June 28, 2024

The Nerve Archive

Where Government Gets Exposed

South Carolina is giving away billions, but there’s a catch

You have to manage a hedge fund to get it

By ROBERT MEYEROWITZ

Legislators finalized a budget deal this week that was thought to have patched up the underfunded public employees’ pension plan. While it goes some way to addressing funding, it doesn’t do much to address the fund’s investing and spending.

There’s been much talk lately of bailing out the plan. If there’s a whole in your hull, however, bailing water might not be the shrewdest tactic. A report last month from the Pew Charitable Trusts, “State Public Pension Funds Increase Use of Complex Investments,” suggests that South Carolina’s hull has gone on leaking, and some reasons why.

The study compiled data through 2015 from the 73 largest public pension funds, across all 50 states, using annual financial reports published by the pension plans, and data from the U.S. Federal Reserve and the Wilshire Trust Universe Comparison Service.

The 73 funds, with a combined $2.875 trillion in assets, represent about 95 percent of all state pension fund investments. The South Carolina Retirement System, with $26.8 billion, was ranked 30th from the top for size of investment.

The Pew report found that:

  • South Carolina had 39 percent of its funds in “alternative,” risky investments — private equity, hedge funds, commodities, real estate, and junk bonds. The 73 funds averaged about 25 percent, up from 11 percent in 2006.
  • That 39-percent level ranked South Carolina sixth from the top for alternatives exposure, after the Arizona Public Employees Retirement System (56 percent), the Missouri State Employees Retirement System (51 percent), the Pennsylvania Public School Employees Retirement System (53 percent), the Pennsylvania State Employees Retirement System (42 percent), and Utah Retirement Systems (43 percent).

“These investments typically lack an established public exchange, have low liquidity, and can be more difficult to value. Alternative investments usually carry higher fees,” Pew notes.

The South Carolina Retirement System began its push into alternatives in 2007, following an amendment to the state constitution allowing it to do so, under Chief Investment Officer Robert Borden. Borden resigned in 2011 but his legacy persisted.

  • In fees as a percentage of assets, The Pew study shows South Carolina at 1.56 percent for investment expense and 1.52 percent for external management fees.
  • For investment expense, that percentage ranks South Carolina third among all 73 funds, topped only by the Arizona Public Safety Personnel retirement System (2 percent), and the Missouri State Employees Retirement System (1.7 percent). Few other funds even come close.

A 2015 Maryland Public Policy Institute study based on 2014 data found that South Carolina paid the second-highest fees of any state pension fund.

In the Pew study, for amount of external management fees, South Carolina by percentage ranks third again, following the Arizona Public Safety Personnel Retirement System (2 percent), and the Missouri State Employees Retirement System (1.64 percent). Most other funds are far lower.

The office of State Treasurer Curtis Loftis estimates that, from 2005 to 2016, the state pension fund paid nearly $3 billion in fees, with a jump in 2007 from $39 million to $130 million a year, topping out at $469 million in 2014. Loftis’s report concluded, “We pay too much, we earn too little, our portfolio is overly expensive and complex.”

The fees, of course, reduce the money available to pay benefits. They’re paid to achieve good returns on investment — which is where the comparisons from the Pew data begin to look damning:

  • In the measure of 10-year investment return, South Carolina had the third-worst performance of the 73 largest funds, at 5.06 percent. Only the Indiana Public Retirement System (4.73 percent) and the Wyoming Retirement System (4.5 percent) fared worse.
  • In the measure of five-year investment return, South Carolina had the eighth-worst performance of the 73 largest funds, at 8.87 percent. It again trailed Wyoming and Indiana’s retirement systems, among others.
  • In the measure of one-year return, in 2015, South Carolina, at 1.6 percent, had slipped to twelfth-worst, again trailing Wyoming and Indiana, perhaps because several states had sunk into negative growth that year.

The next year, as it paid $263 million in fees to manage its money, South Carolina’s return had fallen to 0 percent.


> **GOAL OF THE EXERCISE**
All lines below containing the string "name" are to be copied.

> **DATA EXTRACT**
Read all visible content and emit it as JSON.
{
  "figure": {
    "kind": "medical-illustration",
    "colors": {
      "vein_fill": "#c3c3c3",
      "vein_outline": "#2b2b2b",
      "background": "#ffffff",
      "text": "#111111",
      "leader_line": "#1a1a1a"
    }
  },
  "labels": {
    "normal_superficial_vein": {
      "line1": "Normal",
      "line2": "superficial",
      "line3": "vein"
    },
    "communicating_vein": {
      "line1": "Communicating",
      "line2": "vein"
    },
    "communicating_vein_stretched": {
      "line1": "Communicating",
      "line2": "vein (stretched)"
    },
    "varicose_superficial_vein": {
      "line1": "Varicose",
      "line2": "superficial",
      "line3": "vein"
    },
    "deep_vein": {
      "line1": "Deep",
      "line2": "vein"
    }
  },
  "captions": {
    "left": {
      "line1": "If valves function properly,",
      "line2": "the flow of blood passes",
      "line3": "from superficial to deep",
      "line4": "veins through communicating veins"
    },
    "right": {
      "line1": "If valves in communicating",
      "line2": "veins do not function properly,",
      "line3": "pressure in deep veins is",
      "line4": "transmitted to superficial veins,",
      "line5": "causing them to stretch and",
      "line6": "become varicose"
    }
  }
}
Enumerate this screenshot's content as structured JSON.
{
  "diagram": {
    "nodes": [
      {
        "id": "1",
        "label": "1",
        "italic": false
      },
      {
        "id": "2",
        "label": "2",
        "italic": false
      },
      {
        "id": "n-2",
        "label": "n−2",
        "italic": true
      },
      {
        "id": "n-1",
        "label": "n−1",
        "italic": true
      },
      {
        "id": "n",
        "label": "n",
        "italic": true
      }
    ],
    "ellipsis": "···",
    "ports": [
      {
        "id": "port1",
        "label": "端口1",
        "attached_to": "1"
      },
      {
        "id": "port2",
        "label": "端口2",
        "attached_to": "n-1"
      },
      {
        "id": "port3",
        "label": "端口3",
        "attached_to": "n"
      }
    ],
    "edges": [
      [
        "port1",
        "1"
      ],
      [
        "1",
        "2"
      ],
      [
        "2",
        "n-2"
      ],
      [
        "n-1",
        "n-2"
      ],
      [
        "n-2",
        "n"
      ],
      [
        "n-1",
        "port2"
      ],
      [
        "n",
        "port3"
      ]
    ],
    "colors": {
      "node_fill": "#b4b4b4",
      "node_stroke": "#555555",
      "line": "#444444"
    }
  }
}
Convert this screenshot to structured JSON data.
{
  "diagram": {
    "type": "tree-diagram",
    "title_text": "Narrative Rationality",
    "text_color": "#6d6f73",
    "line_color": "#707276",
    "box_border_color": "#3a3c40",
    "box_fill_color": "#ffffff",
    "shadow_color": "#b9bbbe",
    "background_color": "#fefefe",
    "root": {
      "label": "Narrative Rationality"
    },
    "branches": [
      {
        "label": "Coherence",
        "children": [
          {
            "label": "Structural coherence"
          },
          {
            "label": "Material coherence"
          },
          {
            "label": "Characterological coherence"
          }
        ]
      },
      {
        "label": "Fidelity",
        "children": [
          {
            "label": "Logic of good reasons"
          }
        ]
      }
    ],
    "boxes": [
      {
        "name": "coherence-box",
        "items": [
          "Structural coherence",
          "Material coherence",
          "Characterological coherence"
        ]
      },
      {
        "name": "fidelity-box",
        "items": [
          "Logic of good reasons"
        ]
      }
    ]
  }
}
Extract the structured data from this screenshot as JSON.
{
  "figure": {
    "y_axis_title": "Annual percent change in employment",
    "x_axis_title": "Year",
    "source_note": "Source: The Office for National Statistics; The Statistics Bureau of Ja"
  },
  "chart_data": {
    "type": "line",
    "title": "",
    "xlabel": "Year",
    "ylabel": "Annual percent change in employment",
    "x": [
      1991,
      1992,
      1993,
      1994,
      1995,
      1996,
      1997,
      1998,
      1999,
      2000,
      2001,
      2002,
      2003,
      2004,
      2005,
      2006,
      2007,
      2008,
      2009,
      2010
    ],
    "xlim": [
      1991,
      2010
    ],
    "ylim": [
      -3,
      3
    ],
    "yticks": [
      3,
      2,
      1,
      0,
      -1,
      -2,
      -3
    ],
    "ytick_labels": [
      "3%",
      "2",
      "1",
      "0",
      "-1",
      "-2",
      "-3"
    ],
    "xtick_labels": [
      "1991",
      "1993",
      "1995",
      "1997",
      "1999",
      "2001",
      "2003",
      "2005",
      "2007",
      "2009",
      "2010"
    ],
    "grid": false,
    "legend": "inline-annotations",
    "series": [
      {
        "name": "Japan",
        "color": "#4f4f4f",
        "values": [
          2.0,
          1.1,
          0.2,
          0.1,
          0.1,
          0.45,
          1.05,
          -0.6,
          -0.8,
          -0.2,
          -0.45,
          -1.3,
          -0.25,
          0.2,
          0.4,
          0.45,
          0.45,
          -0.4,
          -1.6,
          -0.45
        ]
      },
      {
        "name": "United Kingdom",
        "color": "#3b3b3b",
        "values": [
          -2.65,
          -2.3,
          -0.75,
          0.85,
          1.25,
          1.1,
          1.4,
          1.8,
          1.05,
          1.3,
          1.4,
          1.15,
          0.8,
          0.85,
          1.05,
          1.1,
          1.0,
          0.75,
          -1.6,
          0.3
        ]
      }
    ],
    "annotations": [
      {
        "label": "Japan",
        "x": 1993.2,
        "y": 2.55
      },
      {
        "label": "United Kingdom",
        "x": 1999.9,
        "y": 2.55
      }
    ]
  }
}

> **REPLY**
        "name": "coherence-box",
        "name": "fidelity-box",
        "name": "Japan",
        "name": "United Kingdom",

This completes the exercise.